Sugata Bose has brought together social, cultural and political history to create a superb study of the peoples of the Indian Ocean littoral during the age of European imperialism and anti-colonial nationalism. This is a major contribution to the history of India, Southeast and West Asia and it provides a critical plane of analysis between histories of 'globalization' and histories of regions.
- Christopher Bayly, co-author of <i>Forgotten Armies: The Fall of British Asia, 1941-1945</i>,
Sugata Bose has opened up new horizons in oceanic history that provide contemporary globalization with rich cultural genealogies and social geographies. This is interdisciplinary and interregional history at its best: the great global themes of migration, trade networks, and political sovereignty are explored with a scholar's scrutiny and a storyteller's eye. This is a work of impeccable research and considerable imaginative reach.

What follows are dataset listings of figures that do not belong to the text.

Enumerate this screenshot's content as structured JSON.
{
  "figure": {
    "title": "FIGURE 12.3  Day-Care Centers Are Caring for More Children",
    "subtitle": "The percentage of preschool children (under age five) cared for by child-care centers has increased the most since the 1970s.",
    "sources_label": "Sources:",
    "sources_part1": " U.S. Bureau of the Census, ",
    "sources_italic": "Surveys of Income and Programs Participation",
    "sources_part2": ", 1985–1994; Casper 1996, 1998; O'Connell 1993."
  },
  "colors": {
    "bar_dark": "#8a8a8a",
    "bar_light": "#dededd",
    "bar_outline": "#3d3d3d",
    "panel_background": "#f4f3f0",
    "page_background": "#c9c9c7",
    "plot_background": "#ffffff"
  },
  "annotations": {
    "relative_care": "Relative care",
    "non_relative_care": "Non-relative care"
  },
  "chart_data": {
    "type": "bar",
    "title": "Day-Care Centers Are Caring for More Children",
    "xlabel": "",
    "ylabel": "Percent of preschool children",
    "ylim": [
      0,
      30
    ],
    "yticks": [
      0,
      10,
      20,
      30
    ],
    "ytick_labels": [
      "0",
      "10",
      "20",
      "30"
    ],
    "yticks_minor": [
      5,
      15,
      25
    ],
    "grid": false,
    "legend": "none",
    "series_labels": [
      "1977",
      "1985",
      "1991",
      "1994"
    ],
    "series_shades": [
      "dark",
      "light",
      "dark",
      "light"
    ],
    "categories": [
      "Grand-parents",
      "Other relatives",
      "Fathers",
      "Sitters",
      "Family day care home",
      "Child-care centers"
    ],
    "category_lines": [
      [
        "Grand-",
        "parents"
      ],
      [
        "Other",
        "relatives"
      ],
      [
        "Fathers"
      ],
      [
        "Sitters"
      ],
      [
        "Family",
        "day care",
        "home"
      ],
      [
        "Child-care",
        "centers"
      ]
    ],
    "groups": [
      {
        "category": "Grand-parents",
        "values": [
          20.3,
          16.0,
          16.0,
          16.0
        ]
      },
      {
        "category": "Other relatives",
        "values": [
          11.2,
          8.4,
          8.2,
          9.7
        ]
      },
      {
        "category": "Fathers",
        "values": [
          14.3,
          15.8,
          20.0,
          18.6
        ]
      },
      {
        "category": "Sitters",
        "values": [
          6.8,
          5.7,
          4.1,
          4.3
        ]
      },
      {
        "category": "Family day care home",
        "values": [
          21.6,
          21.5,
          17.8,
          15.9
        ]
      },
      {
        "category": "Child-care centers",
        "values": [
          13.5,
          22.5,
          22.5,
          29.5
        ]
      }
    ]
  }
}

- Homi Bhabha, Harvard University,
Sugata Bose presents a lyrical, subtly contentious blend of poetry, political economy, and accounts of pilgrims, capitalists, writers, workers, imperialists, soldiers, scholars, and revolutionaries, to analyze the modern Indian Ocean as an ever-changing, transregional space and to formulate a judicious historical critique of territorial nationalism, US empire, and popular ideas about globalization.

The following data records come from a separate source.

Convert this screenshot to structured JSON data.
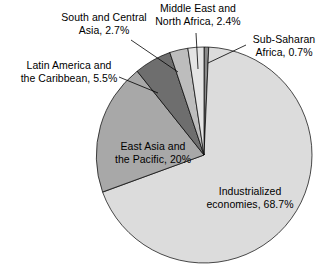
{
  "chart_data": {
    "type": "pie",
    "title": "",
    "subtitle": "",
    "xlabel": "",
    "ylabel": "",
    "legend_position": "none",
    "grid": false,
    "label_format": "name, percent",
    "start_angle_deg": 0,
    "direction": "clockwise",
    "categories": [
      "Sub-Saharan Africa",
      "Industrialized economies",
      "East Asia and the Pacific",
      "Latin America and the Caribbean",
      "South and Central Asia",
      "Middle East and North Africa"
    ],
    "values": [
      0.7,
      68.7,
      20,
      5.5,
      2.7,
      2.4
    ],
    "slices": [
      {
        "name": "Sub-Saharan Africa",
        "value": 0.7,
        "label": "Sub-Saharan\nAfrica, 0.7%",
        "color": "#8a8a8a",
        "label_placement": "outside"
      },
      {
        "name": "Industrialized economies",
        "value": 68.7,
        "label": "Industrialized\neconomies, 68.7%",
        "color": "#dcdcdc",
        "label_placement": "inside"
      },
      {
        "name": "East Asia and the Pacific",
        "value": 20,
        "label": "East Asia and\nthe Pacific, 20%",
        "color": "#a8a8a8",
        "label_placement": "inside"
      },
      {
        "name": "Latin America and the Caribbean",
        "value": 5.5,
        "label": "Latin America and\nthe Caribbean, 5.5%",
        "color": "#6e6e6e",
        "label_placement": "outside"
      },
      {
        "name": "South and Central Asia",
        "value": 2.7,
        "label": "South and Central\nAsia, 2.7%",
        "color": "#bdbdbd",
        "label_placement": "outside"
      },
      {
        "name": "Middle East and North Africa",
        "value": 2.4,
        "label": "Middle East and\nNorth Africa, 2.4%",
        "color": "#e4e4e4",
        "label_placement": "outside"
      }
    ]
  },
  "labels": {
    "south_central_asia": "South and Central\nAsia, 2.7%",
    "middle_east_north_africa": "Middle East and\nNorth Africa, 2.4%",
    "sub_saharan_africa": "Sub-Saharan\nAfrica, 0.7%",
    "latin_america_caribbean": "Latin America and\nthe Caribbean, 5.5%",
    "east_asia_pacific": "East Asia and\nthe Pacific, 20%",
    "industrialized_economies": "Industrialized\neconomies, 68.7%"
  },
  "colors": {
    "outline": "#000000",
    "leader_line": "#000000",
    "background": "#ffffff",
    "text": "#000000"
  }
}
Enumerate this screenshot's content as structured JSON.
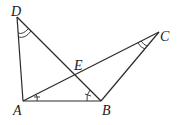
{
  "diagram": {
    "type": "geometry",
    "points": {
      "A": {
        "label": "A",
        "x": 23,
        "y": 101
      },
      "B": {
        "label": "B",
        "x": 101,
        "y": 101
      },
      "C": {
        "label": "C",
        "x": 159,
        "y": 32
      },
      "D": {
        "label": "D",
        "x": 17,
        "y": 17
      },
      "E": {
        "label": "E",
        "x": 76,
        "y": 74
      }
    },
    "segments": [
      "AD",
      "AB",
      "BD",
      "AC",
      "BC"
    ],
    "angle_marks": [
      {
        "vertex": "D",
        "between": [
          "A",
          "B"
        ],
        "style": "double-arc"
      },
      {
        "vertex": "C",
        "between": [
          "A",
          "B"
        ],
        "style": "double-arc"
      },
      {
        "vertex": "A",
        "between": [
          "B",
          "C"
        ],
        "style": "single-tick"
      },
      {
        "vertex": "B",
        "between": [
          "A",
          "D"
        ],
        "style": "single-tick"
      }
    ],
    "colors": {
      "stroke": "#2a2a2a",
      "background": "#ffffff"
    }
  }
}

- David Ludden, author of <i>India and South Asia: A Short History</i>,
Sugata Bose has given us an excellent historical study, which is both interesting in itself (even for non-historians) and full of contemporary relevance for understanding an important ancestry of present-day globalization.
- Amartya Sen,
Through the voyages and voices of sea-going South Asians in modern times, <i>A Hundred Horizons</i> offers a new perspective on the major upheavals of the nineteenth and twentieth century. Sugata Bose eloquently recovers the Indian Ocean as an important space for both anti-colonial action and universalist aspiration.

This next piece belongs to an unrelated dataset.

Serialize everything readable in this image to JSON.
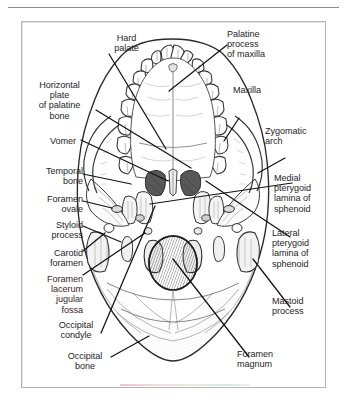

- Kären Wigen, Stanford University,
Bose focuses on the 18th and 19th centuries, following dhows and steamships linking the subaltern and the elite: we meet indentured labourers, itinerant traders, devout pilgrims, soldiers fighting imperial wars, but we also glimpse Ghandi and Tagore...Bose rejects linear narrative, letting his stories follow their path. This fluidity makes the book unique.
- Salil Tripathi, The Independent
A bold, timely, at times overambitious book, Bose seeks to carry the ocean's history firmly into the nineteenth and early twentieth century...It is thought-provoking, and it creatively suggests how many more histories of the Indian Ocean still remain to be written.
- David Arnold, Times Literary Supplement
This book transcends maritime history and makes a much wider contribution to historical practice...[and] deserves a very wide readership...It has relevance for Indian Ocean studies certainly in its interpretation of the last two centuries. However, it has a wider significance, for it critiques the fashionable notion of globalization, and shows how a concentration on a less ambitious yet still all-encompassing unit, that is an interregional area such as the Indian Ocean, may often be a more revealing unit to analyse.
- Michael Pearson, International Journal of Maritime History
<i>A Hundred Horizons</i> [is] a profoundly hopeful book, not only in its message but also in the further diverse histories of the Indian Ocean world that it seeks to provoke.
- Ned Bertz, Journal of World History
<i>A Hundred Horizons</i> is an empirically rich work based on a careful and creative use of primary sources. The author couches his arguments in social theory, but does so in a graciously understated way. Heavy theorizing never muddles the narrative, and the writing remains crisp and accessible. In this regard, Bose is perhaps singularly successful: It is difficult to imagine another work that could have garnered comparable back-cover praise from such a diverse array of writers as Amartya Sen, Christopher Bayly, and Homi Bhabha.